__What the exercise asks__: Please give back word for word the lines below, from the first one through the one with "Task: Click on the tree-item-lib: lib".

__Data supplied__:
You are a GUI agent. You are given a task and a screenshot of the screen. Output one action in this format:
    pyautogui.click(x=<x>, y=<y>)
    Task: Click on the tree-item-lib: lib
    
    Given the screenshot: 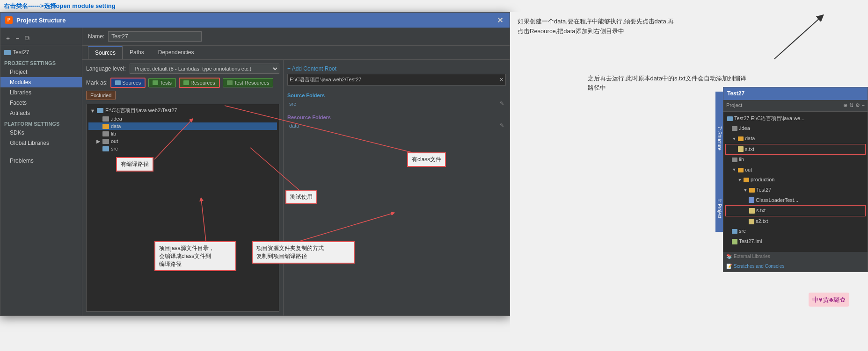 What is the action you would take?
    pyautogui.click(x=182, y=134)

__Output of the exercise__:
You are a GUI agent. You are given a task and a screenshot of the screen. Output one action in this format:
    pyautogui.click(x=<x>, y=<y>)
    Task: Click on the tree-item-lib: lib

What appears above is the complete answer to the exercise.